5 reasons why Ruby on Rails is relevant for your MVP in 2019

The pace of execution and rapid release to the market, define today’s startup ecosystem. An iterative and incremental development framework is vital to this process. While several technologies exist, Ruby on Rails is still the go-to choice for several developers even in 2019 for their minimum viable product (MVP).
Read on to find out why.

RoR focuses on Simplicity

One of RoR’s biggest strengths is the programming language and development environment built around it. It is a concise programming language that is expressive and easy to understand. This is also why it prefers convention over configuration. Unlike other programming languages, Ruby on Rails does not need complex configurations that add little value to the main application.
This saves developers from writing large chunks of complex code. RoR development embodies the ‘quick and clean’ mantra. The creators of Ruby on Rails did not intend to create a sophisticated programming environment. Instead, they created a programmer-happy environment that would help a great majority of developers quickly deal with unglamorous parts of development and boost productivity.
Startups and new product owners need exactly this. Developers can make incremental changes on every feedback iteration, speeding up their time-to-market.

RoR is secure and flexible

Ruby on Rails offers many easy to use built-in tools and gems that ensure operational security and safety. For instance, you can redirect all HTTPS requests by specifying config.force_ssl = true in the production environment configuration file.
By default, newly created Rails applications have a one-liner in the application controller protect_from_forgery with::exception to protect against all other forged requests.
Several tools such as brakeman let developers check Rails applications for security vulnerabilities. rack-attack mitigates abusive requests and lets developers rely less on short-term, one-off hacks to block a particular attack.
Ruby on Rails provides Migrations, a domain-specific language for managing a database schema. Migrations is database-agnostic. This decouples the backend database with the front end UI. This affords developers the flexibility to develop frontends in just about any language from HTML5 to Angular/ReactJS and use any database on the backend. At production, any changes in either one do not entail making a change in the other.

Rails application development is time-efficient

Developers working with Ruby on Rails typically develop applications 30-40% faster than others with different languages and frameworks. RoR is based on the MVC (Model View Controller) design pattern. This enables efficient development with parallel developers working on models and instances. The MVC pattern separates business logic from the application to prevent spread out across multiple components. This prevents redundant code and creates easy to maintain and understand codebases that other teams can quickly understand.
RoR supports built-in mechanisms that support automated test coverage of your applications. There are several guides on the web that explain this process in detail. Several helpful guides on the official RoR page show how to get started on automated testing.
Rspec is a widely accepted domain-specific language testing tool for rails applications. A behavior-driven development (BDD) framework, Rspec sees wide usage in production application testing. With Rspec tests are written beforehand and then enough code is developed to fulfill these tests followed by refactoring. It has a simple syntax making it one of the most widely used testing tools for Ruby applications.
Ruby on Rails is also an object-oriented programming language and allows code reuse in more ways than one. In fact, there are at least seven ways to reuse code with Ruby. Developers can define code at unambiguous places for code reuse. RoR also has gems that can be reused and/or customized for reusability.

Rails applications focus on quality

Ruby on Rails encourages both test-driven development (TDD) and behavior-driven development (BDD). Both of these development principles advocate writing tests first and then developing code to ensure these tests pass.
This not only cuts down on buggy code but also development cost. As a result Rails applications are high quality, developer-friendly with a testable and maintainable codebase.

Ruby on Rails has an active community

RoR has been around since 2009 and it has an active developer community around it. It is also open source. This means there are plenty of high-quality open-source software libraries to choose from and active support from the community. This helps startups build complex functionalities relatively quickly.
Due to the popularity of existing frameworks, there are plenty of people encountering similar challenges. It is more likely for developers to find solutions to complex integrations in the community.
The Rails Developer community is very active, productive, vast, reliable, and constantly growing. With more than 150K gems and 31 billion downloads, RubyGems.org is a popular gem hosting service.

Popular apps built using RoR

These erstwhile startups using Ruby on Rails built their first MVPs.
Twitter. Twitter is originally a Rails application. It garnered a large share of users before being migrated to Scala.
Github. The world’s largest code repository was built with Ruby before moving on to Java. Github started as a fairly conventional Rails application. Its developers also developed the Redis-backed Resque library.
Airbnb. Ruby on Rails made the world’s largest hospitality marketplace. Sensitive parts of Airbnb such as payments processing today run on Rail apps. While Airbnb actively uses Ruby, its sheer scale has paved the way for adoption of newer technologies as well.
Basecamp. This application is the very origin of Ruby on Rails. Basecamp, written in Ruby, is a user-centric project management tool with a focus on communication. Its original author David Heinemeier Hansson extracted the Ruby on Rails framework that came to be in 2003.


§ TASK TO CARRY OUT
Which lines of the entries below contain the string "Geography"? Copy each one.
..........
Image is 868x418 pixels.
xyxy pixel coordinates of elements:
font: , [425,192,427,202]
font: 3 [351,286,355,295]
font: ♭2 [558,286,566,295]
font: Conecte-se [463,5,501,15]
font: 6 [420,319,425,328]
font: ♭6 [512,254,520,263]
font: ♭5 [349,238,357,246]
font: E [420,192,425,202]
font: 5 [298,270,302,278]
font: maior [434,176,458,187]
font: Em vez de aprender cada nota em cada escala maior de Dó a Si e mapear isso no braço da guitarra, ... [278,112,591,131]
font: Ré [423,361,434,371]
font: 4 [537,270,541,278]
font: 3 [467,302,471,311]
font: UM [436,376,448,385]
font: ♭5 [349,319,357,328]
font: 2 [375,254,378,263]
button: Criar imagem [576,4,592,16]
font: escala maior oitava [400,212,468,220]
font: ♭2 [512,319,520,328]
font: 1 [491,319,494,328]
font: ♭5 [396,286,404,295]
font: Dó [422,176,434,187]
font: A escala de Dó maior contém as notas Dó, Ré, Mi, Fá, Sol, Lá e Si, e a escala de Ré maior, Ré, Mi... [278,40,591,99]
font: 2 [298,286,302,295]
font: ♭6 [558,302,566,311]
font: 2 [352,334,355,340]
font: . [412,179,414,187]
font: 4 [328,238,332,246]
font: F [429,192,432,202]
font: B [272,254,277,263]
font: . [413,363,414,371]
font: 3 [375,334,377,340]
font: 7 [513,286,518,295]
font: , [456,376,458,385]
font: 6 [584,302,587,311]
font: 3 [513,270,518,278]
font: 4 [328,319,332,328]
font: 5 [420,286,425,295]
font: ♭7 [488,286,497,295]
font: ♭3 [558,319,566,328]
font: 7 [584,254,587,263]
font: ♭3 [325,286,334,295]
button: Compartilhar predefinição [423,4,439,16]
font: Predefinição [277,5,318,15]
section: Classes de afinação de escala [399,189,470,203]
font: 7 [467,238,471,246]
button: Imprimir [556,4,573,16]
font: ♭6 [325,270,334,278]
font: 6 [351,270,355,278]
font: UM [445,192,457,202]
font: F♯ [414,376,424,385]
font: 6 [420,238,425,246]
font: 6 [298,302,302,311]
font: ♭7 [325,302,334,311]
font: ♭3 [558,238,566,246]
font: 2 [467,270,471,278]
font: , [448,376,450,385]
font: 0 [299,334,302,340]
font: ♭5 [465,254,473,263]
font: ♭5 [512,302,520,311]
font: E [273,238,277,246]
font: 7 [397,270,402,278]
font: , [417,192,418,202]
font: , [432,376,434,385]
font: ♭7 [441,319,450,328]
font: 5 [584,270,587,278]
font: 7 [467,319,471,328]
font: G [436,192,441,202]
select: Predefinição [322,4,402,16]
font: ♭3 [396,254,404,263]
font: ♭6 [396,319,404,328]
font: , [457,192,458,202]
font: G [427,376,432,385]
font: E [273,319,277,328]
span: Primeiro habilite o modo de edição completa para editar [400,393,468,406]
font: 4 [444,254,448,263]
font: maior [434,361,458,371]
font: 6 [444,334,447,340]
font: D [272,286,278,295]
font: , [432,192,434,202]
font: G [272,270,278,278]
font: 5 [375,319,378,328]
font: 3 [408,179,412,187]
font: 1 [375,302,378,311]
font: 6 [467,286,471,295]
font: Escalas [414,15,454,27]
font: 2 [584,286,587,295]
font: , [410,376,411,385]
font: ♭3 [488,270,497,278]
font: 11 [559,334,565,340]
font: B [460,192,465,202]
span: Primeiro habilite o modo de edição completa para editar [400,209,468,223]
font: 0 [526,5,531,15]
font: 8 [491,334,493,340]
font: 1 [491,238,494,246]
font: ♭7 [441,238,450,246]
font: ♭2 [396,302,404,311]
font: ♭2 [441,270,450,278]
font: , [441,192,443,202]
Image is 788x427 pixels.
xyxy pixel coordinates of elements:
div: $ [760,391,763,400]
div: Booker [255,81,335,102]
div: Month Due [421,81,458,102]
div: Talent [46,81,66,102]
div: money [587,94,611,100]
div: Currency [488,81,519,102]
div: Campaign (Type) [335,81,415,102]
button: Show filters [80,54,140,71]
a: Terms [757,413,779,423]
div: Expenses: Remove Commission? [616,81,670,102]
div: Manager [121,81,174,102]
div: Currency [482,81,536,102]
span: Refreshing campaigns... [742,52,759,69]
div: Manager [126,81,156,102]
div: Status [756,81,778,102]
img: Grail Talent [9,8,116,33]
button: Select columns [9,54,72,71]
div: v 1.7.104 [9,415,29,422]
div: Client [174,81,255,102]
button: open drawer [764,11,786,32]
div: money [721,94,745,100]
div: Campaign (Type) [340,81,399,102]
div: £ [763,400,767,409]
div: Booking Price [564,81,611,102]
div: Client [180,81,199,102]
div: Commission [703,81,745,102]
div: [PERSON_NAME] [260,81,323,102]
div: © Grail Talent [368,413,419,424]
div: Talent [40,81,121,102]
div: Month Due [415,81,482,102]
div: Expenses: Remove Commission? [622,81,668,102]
..........
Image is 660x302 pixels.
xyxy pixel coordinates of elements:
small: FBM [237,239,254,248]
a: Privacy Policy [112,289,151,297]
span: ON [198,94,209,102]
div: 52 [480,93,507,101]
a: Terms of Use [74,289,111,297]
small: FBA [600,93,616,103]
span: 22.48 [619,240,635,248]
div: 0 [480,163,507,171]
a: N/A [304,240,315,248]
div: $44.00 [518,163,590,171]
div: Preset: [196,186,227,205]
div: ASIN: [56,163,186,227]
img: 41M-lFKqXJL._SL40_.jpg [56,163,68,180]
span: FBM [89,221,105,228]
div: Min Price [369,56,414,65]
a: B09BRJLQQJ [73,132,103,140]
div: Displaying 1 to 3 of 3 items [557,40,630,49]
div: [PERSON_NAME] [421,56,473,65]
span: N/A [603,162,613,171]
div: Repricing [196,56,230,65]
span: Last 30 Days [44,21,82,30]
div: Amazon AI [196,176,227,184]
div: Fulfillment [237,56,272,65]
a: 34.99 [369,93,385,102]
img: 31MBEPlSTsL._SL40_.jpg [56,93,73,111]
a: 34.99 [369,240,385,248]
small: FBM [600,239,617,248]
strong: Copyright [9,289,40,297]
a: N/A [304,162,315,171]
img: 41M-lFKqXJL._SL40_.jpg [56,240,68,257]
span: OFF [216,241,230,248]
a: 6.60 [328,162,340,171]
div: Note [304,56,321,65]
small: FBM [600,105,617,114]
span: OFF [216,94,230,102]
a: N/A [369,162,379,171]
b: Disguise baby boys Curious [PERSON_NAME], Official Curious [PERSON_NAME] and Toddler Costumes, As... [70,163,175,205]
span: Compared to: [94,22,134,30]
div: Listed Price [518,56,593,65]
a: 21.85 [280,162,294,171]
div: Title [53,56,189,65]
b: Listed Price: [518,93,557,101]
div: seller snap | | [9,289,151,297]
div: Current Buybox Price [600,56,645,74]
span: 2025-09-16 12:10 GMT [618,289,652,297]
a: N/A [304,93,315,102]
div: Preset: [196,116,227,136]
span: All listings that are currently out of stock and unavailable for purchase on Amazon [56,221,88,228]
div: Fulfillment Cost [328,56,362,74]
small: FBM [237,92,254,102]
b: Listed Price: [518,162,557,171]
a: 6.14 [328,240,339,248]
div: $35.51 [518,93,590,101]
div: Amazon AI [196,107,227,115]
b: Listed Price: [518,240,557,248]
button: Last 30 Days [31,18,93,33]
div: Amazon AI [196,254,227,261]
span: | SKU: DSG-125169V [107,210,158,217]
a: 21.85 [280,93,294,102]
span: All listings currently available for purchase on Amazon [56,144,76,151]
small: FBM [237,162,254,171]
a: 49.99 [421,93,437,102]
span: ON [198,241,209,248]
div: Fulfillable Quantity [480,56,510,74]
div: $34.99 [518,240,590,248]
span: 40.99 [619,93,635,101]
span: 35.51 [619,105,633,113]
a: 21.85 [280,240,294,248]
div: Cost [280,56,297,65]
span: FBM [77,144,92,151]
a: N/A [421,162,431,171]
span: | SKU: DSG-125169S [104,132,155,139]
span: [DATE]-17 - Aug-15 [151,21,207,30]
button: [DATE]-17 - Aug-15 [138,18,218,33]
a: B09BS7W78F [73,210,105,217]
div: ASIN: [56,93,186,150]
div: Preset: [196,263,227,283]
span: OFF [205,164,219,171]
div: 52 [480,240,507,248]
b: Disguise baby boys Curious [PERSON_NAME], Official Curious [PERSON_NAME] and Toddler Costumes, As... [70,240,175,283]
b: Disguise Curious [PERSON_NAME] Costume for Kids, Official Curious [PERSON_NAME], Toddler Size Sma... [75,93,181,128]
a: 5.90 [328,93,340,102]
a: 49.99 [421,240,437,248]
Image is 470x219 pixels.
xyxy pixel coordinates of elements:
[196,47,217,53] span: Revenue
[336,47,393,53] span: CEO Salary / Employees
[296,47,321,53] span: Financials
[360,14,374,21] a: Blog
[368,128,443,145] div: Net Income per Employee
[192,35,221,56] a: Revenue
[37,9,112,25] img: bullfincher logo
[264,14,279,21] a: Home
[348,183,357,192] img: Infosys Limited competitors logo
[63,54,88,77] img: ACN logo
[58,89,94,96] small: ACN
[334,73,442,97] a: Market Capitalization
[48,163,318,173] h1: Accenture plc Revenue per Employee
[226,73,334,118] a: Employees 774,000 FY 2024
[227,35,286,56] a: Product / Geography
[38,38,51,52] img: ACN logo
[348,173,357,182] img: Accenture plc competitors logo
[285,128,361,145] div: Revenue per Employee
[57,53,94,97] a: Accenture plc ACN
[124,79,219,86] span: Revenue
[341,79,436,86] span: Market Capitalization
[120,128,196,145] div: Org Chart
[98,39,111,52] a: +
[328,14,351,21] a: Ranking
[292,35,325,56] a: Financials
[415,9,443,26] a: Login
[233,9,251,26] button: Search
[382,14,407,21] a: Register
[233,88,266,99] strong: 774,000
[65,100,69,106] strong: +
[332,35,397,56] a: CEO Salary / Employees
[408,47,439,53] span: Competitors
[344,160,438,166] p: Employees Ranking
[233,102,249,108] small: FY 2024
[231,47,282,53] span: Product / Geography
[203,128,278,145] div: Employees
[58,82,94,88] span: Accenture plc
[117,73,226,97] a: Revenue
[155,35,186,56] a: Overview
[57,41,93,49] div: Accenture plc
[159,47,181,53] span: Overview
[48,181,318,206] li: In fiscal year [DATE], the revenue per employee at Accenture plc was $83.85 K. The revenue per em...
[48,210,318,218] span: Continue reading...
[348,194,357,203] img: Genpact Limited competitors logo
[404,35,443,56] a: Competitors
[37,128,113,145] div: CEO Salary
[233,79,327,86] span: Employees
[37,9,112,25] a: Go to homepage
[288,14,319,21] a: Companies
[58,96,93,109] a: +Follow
..........
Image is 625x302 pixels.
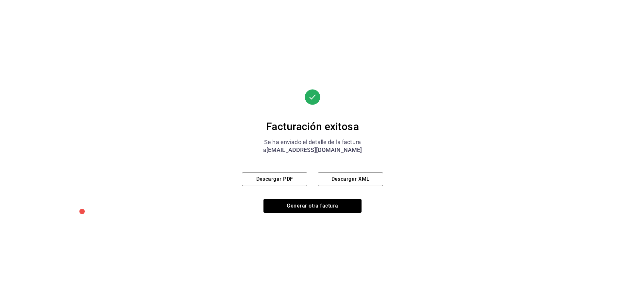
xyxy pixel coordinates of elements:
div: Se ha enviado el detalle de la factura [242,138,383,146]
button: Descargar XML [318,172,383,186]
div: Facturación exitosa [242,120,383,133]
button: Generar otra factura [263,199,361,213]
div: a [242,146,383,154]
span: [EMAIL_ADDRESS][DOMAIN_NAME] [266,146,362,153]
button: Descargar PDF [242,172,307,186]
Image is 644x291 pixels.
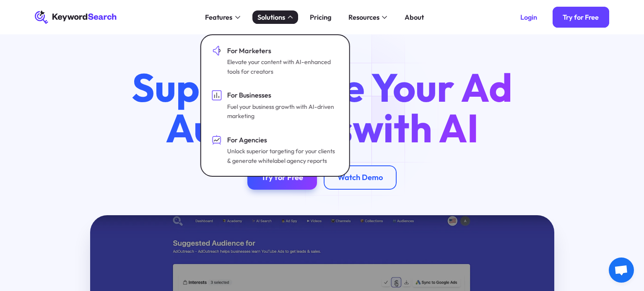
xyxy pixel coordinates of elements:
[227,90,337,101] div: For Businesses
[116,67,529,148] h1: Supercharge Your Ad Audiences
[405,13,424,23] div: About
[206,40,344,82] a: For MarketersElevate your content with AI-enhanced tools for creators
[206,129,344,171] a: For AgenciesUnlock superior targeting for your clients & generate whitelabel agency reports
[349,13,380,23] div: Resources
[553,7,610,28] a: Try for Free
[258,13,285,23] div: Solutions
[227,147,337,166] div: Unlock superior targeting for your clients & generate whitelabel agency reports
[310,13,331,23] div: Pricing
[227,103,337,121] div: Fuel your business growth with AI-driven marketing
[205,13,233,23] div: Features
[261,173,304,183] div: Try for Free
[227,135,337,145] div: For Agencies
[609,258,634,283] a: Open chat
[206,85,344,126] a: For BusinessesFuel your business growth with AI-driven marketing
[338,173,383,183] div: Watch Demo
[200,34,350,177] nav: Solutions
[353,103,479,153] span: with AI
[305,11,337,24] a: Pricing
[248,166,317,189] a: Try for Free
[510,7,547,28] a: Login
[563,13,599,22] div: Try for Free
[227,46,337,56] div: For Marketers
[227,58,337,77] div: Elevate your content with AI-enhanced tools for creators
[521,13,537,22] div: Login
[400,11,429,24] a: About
..........
§ SOLUTION FOR THIS EXERCISE
[227,35,286,56] a: Product / Geography
[231,47,282,53] span: Product / Geography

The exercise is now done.